Aigul Akhmetshina is young, sensual and fierce Carmen in Verona’s Arena production, 2025

¨Franco Zeffirelli spoke with the animals. He spoke with the geese and was convinced he’d trained them. Only later did he learn that they actually understood the music – and knew exactly when to make their entrance¨. So says Cecilia Gasdia, General Manager of the Fondazione Arena di Verona, which runs the world’s largest opera festival.

This year marks the 150th anniversary of the premiere of Carmen in Paris, and three months later, the death of its composer, Georges Bizet. In its 102nd season the Arena di Verona Opera Festival commemorates Bizet with the 15th revival of Zeffirelli’s spectacular Carmen.
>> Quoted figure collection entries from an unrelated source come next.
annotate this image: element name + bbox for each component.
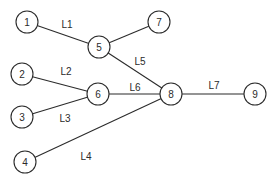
node-label: 9 bbox=[252, 89, 258, 100]
edge-label-l5: L5 bbox=[134, 56, 146, 67]
node-9: 9 bbox=[244, 83, 266, 105]
edge-2-6 bbox=[22, 74, 98, 94]
edge-label-l1: L1 bbox=[61, 19, 73, 30]
edge-label-l4: L4 bbox=[80, 151, 92, 162]
node-2: 2 bbox=[11, 63, 33, 85]
node-label: 4 bbox=[22, 157, 28, 168]
node-5: 5 bbox=[88, 36, 110, 58]
edge-label-l2: L2 bbox=[60, 66, 72, 77]
node-3: 3 bbox=[11, 106, 33, 128]
node-label: 5 bbox=[96, 42, 102, 53]
node-8: 8 bbox=[160, 83, 182, 105]
node-7: 7 bbox=[148, 11, 170, 33]
edge-label-l6: L6 bbox=[129, 82, 141, 93]
node-1: 1 bbox=[16, 11, 38, 33]
node-label: 2 bbox=[19, 69, 25, 80]
node-label: 1 bbox=[24, 17, 30, 28]
node-label: 6 bbox=[95, 89, 101, 100]
node-6: 6 bbox=[87, 83, 109, 105]
node-label: 7 bbox=[156, 17, 162, 28]
node-label: 8 bbox=[168, 89, 174, 100]
node-4: 4 bbox=[14, 151, 36, 173]
node-label: 3 bbox=[19, 112, 25, 123]
edge-label-l7: L7 bbox=[208, 80, 220, 91]
edge-label-l3: L3 bbox=[59, 113, 71, 124]
network-diagram: L1L2L3L4L5L6L7 123456789 bbox=[0, 0, 280, 181]
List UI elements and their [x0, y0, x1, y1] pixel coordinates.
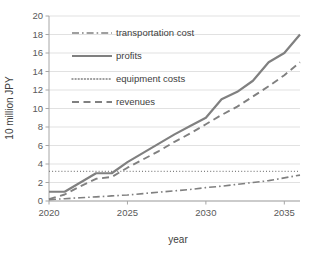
y-axis-tick-label: 0	[38, 195, 43, 206]
y-axis-tick-labels: 02468101214161820	[32, 10, 43, 206]
y-axis-tick-label: 10	[32, 103, 43, 114]
x-axis-tick-label: 2025	[117, 207, 138, 218]
gridlines	[49, 16, 300, 201]
y-axis-title: 10 million JPY	[4, 76, 15, 140]
y-axis-tick-label: 14	[32, 66, 43, 77]
x-axis-tick-label: 2020	[38, 207, 59, 218]
y-axis-tick-label: 18	[32, 29, 43, 40]
chart-canvas: 02468101214161820 2020202520302035 trans…	[0, 0, 315, 265]
y-axis-tick-label: 16	[32, 47, 43, 58]
x-axis-tick-label: 2030	[195, 207, 216, 218]
y-axis-tick-label: 12	[32, 84, 43, 95]
y-axis-tick-label: 8	[38, 121, 43, 132]
legend-label-profits: profits	[116, 50, 142, 61]
x-axis-tick-label: 2035	[274, 207, 295, 218]
y-axis-tick-label: 20	[32, 10, 43, 21]
series-lines	[49, 35, 300, 200]
x-axis-title: year	[168, 234, 188, 245]
legend-label-transportation-cost: transportation cost	[116, 27, 195, 38]
y-axis-tick-label: 4	[38, 158, 43, 169]
line-chart: 02468101214161820 2020202520302035 trans…	[0, 0, 315, 265]
series-line-profits	[49, 35, 300, 192]
axes	[46, 16, 301, 205]
legend-label-equipment-costs: equipment costs	[116, 73, 185, 84]
legend-label-revenues: revenues	[116, 96, 155, 107]
x-axis-tick-labels: 2020202520302035	[38, 207, 294, 218]
chart-legend: transportation costprofitsequipment cost…	[72, 27, 195, 107]
y-axis-tick-label: 2	[38, 177, 43, 188]
y-axis-tick-label: 6	[38, 140, 43, 151]
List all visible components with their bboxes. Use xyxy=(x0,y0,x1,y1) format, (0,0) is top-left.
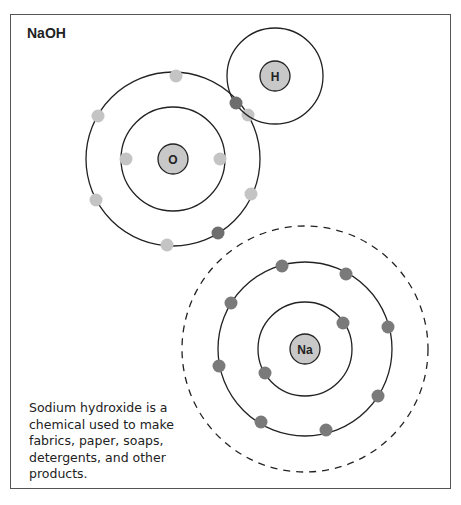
electron xyxy=(225,297,238,310)
electron xyxy=(170,70,183,83)
shared-electron-h xyxy=(230,97,243,110)
electron xyxy=(245,188,258,201)
electron xyxy=(259,367,272,380)
electron xyxy=(337,317,350,330)
electron xyxy=(213,360,226,373)
oxygen-label: O xyxy=(168,153,177,167)
electron xyxy=(255,416,268,429)
caption-text: Sodium hydroxide is a chemical used to m… xyxy=(29,400,189,483)
sodium-label: Na xyxy=(297,343,313,357)
electron xyxy=(382,321,395,334)
electron xyxy=(92,110,105,123)
hydrogen-label: H xyxy=(271,70,280,84)
electron xyxy=(276,260,289,273)
oxygen-atom: O xyxy=(86,70,260,252)
electron xyxy=(320,424,333,437)
electron xyxy=(340,268,353,281)
electron xyxy=(120,153,133,166)
hydrogen-atom: H xyxy=(227,28,323,124)
sodium-atom: Na xyxy=(182,226,428,472)
electron xyxy=(90,194,103,207)
electron xyxy=(372,390,385,403)
electron xyxy=(214,153,227,166)
shared-electron-na xyxy=(212,227,225,240)
electron xyxy=(161,239,174,252)
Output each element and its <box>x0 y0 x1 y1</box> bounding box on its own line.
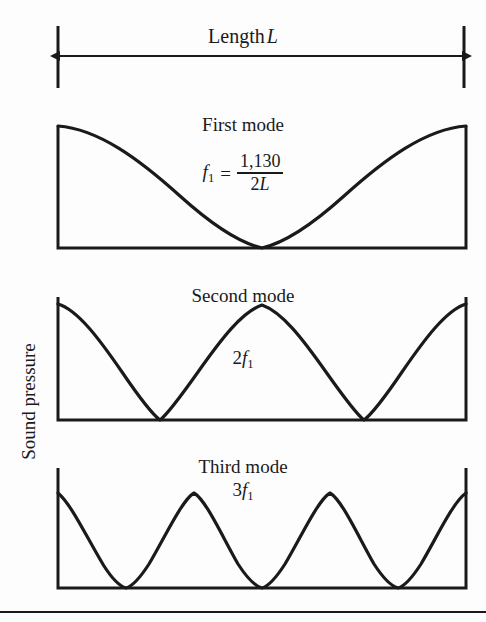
dimension-label: LengthL <box>0 26 486 46</box>
formula-expression: f1 = 1,130 2L <box>203 152 284 194</box>
figure-drawing-canvas <box>0 0 486 622</box>
second-mode-coefficient: 2 <box>232 347 242 368</box>
pressure-curve-third <box>58 493 466 588</box>
dimension-label-variable: L <box>265 25 278 47</box>
third-mode-subscript: 1 <box>247 489 253 503</box>
mode-title-first: First mode <box>0 115 486 134</box>
formula-equals-sign: = <box>219 164 232 183</box>
second-mode-subscript: 1 <box>247 357 253 371</box>
formula-numerator: 1,130 <box>237 152 284 172</box>
formula-denominator: 2L <box>248 174 273 194</box>
y-axis-label: Sound pressure <box>19 312 38 492</box>
mode-title-third: Third mode <box>0 457 486 476</box>
dimension-label-text: Length <box>208 25 265 47</box>
standing-wave-modes-figure: LengthL First mode f1 = 1,130 2L Second … <box>0 0 486 622</box>
second-mode-frequency-label: 2f1 <box>0 348 486 370</box>
mode-title-second: Second mode <box>0 286 486 305</box>
formula-left-side: f1 <box>203 162 215 184</box>
third-mode-coefficient: 3 <box>232 479 242 500</box>
first-mode-frequency-formula: f1 = 1,130 2L <box>0 152 486 194</box>
third-mode-frequency-label: 3f1 <box>0 480 486 502</box>
formula-fraction: 1,130 2L <box>237 152 284 194</box>
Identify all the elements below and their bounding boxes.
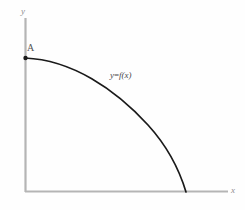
function-curve — [25, 58, 186, 192]
function-graph-figure: y x A y=f(x) — [0, 0, 245, 210]
x-axis-label: x — [231, 186, 235, 195]
plot-canvas — [0, 0, 245, 210]
curve-equation-rhs: f(x) — [119, 70, 132, 80]
point-a-marker — [23, 56, 27, 60]
y-axis-label: y — [21, 7, 25, 16]
curve-equation-label: y=f(x) — [110, 71, 132, 80]
point-a-label: A — [27, 43, 34, 53]
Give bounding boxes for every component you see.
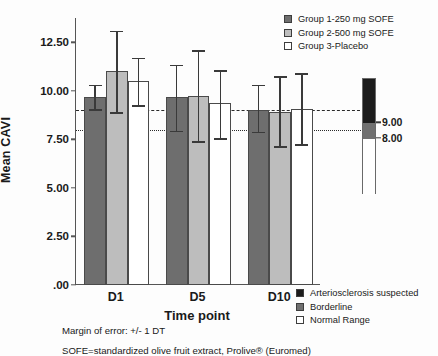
error-bar-D1-series-3 xyxy=(138,58,140,106)
x-axis-tick-D5: D5 xyxy=(190,290,206,304)
y-axis-tick: 2.50 xyxy=(47,230,76,242)
error-cap-lower xyxy=(132,105,145,107)
error-cap-lower xyxy=(170,131,183,133)
error-cap-upper xyxy=(192,50,205,52)
legend-swatch-icon xyxy=(284,29,292,37)
legend-item-label: Arteriosclerosis suspected xyxy=(310,288,419,298)
error-cap-upper xyxy=(274,76,287,78)
error-cap-lower xyxy=(192,141,205,143)
legend-swatch-icon xyxy=(296,303,304,311)
note-margin-of-error: Margin of error: +/- 1 DT xyxy=(62,325,165,336)
legend-item-label: Borderline xyxy=(310,302,352,312)
plot-inner xyxy=(76,18,320,284)
y-axis-tick: 12.50 xyxy=(40,36,76,48)
x-axis-label: Time point xyxy=(164,308,229,323)
legend-item-range-2: Borderline xyxy=(296,302,419,312)
scale-segment-1 xyxy=(363,79,375,123)
error-cap-upper xyxy=(110,31,123,33)
legend-item-label: Group 2-500 mg SOFE xyxy=(298,28,394,38)
scale-tick-label-9-00: 9.00 xyxy=(382,116,402,128)
x-axis-tick-D1: D1 xyxy=(108,290,124,304)
legend-item-label: Group 3-Placebo xyxy=(298,41,368,51)
error-cap-lower xyxy=(252,132,265,134)
scale-segment-2 xyxy=(363,123,375,139)
note-sofe-definition: SOFE=standardized olive fruit extract, P… xyxy=(62,345,311,356)
legend-item-range-1: Arteriosclerosis suspected xyxy=(296,288,419,298)
legend-swatch-icon xyxy=(296,289,304,297)
error-cap-lower xyxy=(89,109,102,111)
legend-item-group-3: Group 3-Placebo xyxy=(284,41,394,51)
scale-tick-mark xyxy=(376,122,381,123)
error-cap-upper xyxy=(214,70,227,72)
legend-groups: Group 1-250 mg SOFEGroup 2-500 mg SOFEGr… xyxy=(284,14,394,55)
y-axis-tick: 10.00 xyxy=(40,85,76,97)
legend-item-label: Group 1-250 mg SOFE xyxy=(298,14,394,24)
y-axis-tick: 5.00 xyxy=(47,182,76,194)
bar-D1-series-3 xyxy=(128,81,150,285)
legend-swatch-icon xyxy=(296,316,304,324)
reference-scale-bar xyxy=(362,78,376,194)
error-bar-D5-series-3 xyxy=(220,70,222,138)
error-cap-lower xyxy=(274,146,287,148)
error-bar-D10-series-2 xyxy=(279,76,281,146)
error-bar-D1-series-2 xyxy=(116,31,118,113)
legend-swatch-icon xyxy=(284,15,292,23)
error-bar-D5-series-1 xyxy=(176,65,178,131)
y-axis-tick: .00 xyxy=(53,279,76,291)
error-cap-lower xyxy=(295,144,308,146)
plot-area: .002.505.007.5010.0012.50 xyxy=(75,18,320,285)
chart-page: Mean CAVI .002.505.007.5010.0012.50 D1D5… xyxy=(0,0,438,356)
legend-item-group-1: Group 1-250 mg SOFE xyxy=(284,14,394,24)
legend-item-group-2: Group 2-500 mg SOFE xyxy=(284,28,394,38)
legend-item-range-3: Normal Range xyxy=(296,315,419,325)
error-cap-upper xyxy=(89,85,102,87)
error-cap-upper xyxy=(132,58,145,60)
y-axis-tick: 7.50 xyxy=(47,133,76,145)
legend-swatch-icon xyxy=(284,42,292,50)
error-cap-lower xyxy=(214,138,227,140)
legend-ranges: Arteriosclerosis suspectedBorderlineNorm… xyxy=(296,288,419,329)
scale-tick-mark xyxy=(376,137,381,138)
bar-D1-series-1 xyxy=(84,97,106,285)
error-bar-D10-series-1 xyxy=(258,85,260,132)
scale-segment-3 xyxy=(363,139,375,195)
x-axis-tick-D10: D10 xyxy=(268,290,291,304)
scale-tick-label-8-00: 8.00 xyxy=(382,132,402,144)
error-cap-upper xyxy=(295,73,308,75)
error-bar-D10-series-3 xyxy=(301,73,303,144)
y-axis-label: Mean CAVI xyxy=(0,117,13,183)
legend-item-label: Normal Range xyxy=(310,315,370,325)
bar-D10-series-1 xyxy=(248,110,270,285)
error-bar-D5-series-2 xyxy=(198,50,200,141)
error-cap-lower xyxy=(110,112,123,114)
error-bar-D1-series-1 xyxy=(94,85,96,109)
error-cap-upper xyxy=(252,85,265,87)
error-cap-upper xyxy=(170,65,183,67)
It was created for the Roman amphitheatre in 1995, but the flamboyant director continued tweaking the staging and adjusting overlong set changes until his death in 2019.

The entrance of the goose and gander is long gone, but to celebrate the 30th anniversary of Zeffirelli’s production, three clueless journalists – including myself – are let loose on stage, for one night only.

Normally an opera critic’s job is fairly cushy. The pay is rubbish, but you get to visit classy locations and ornately decorated opera houses. The musical offerings are usually pretty good, sometimes top class. But the Arena’s management clearly wants music journalists to step out of their comfort zones and experience the sweaty business of performing an opera in the scorching summer heat.

I couldn’t resist the lure of treading the boards and signed up. At the same time I set myself a challenge: could I be an extra on stage while also reviewing the show?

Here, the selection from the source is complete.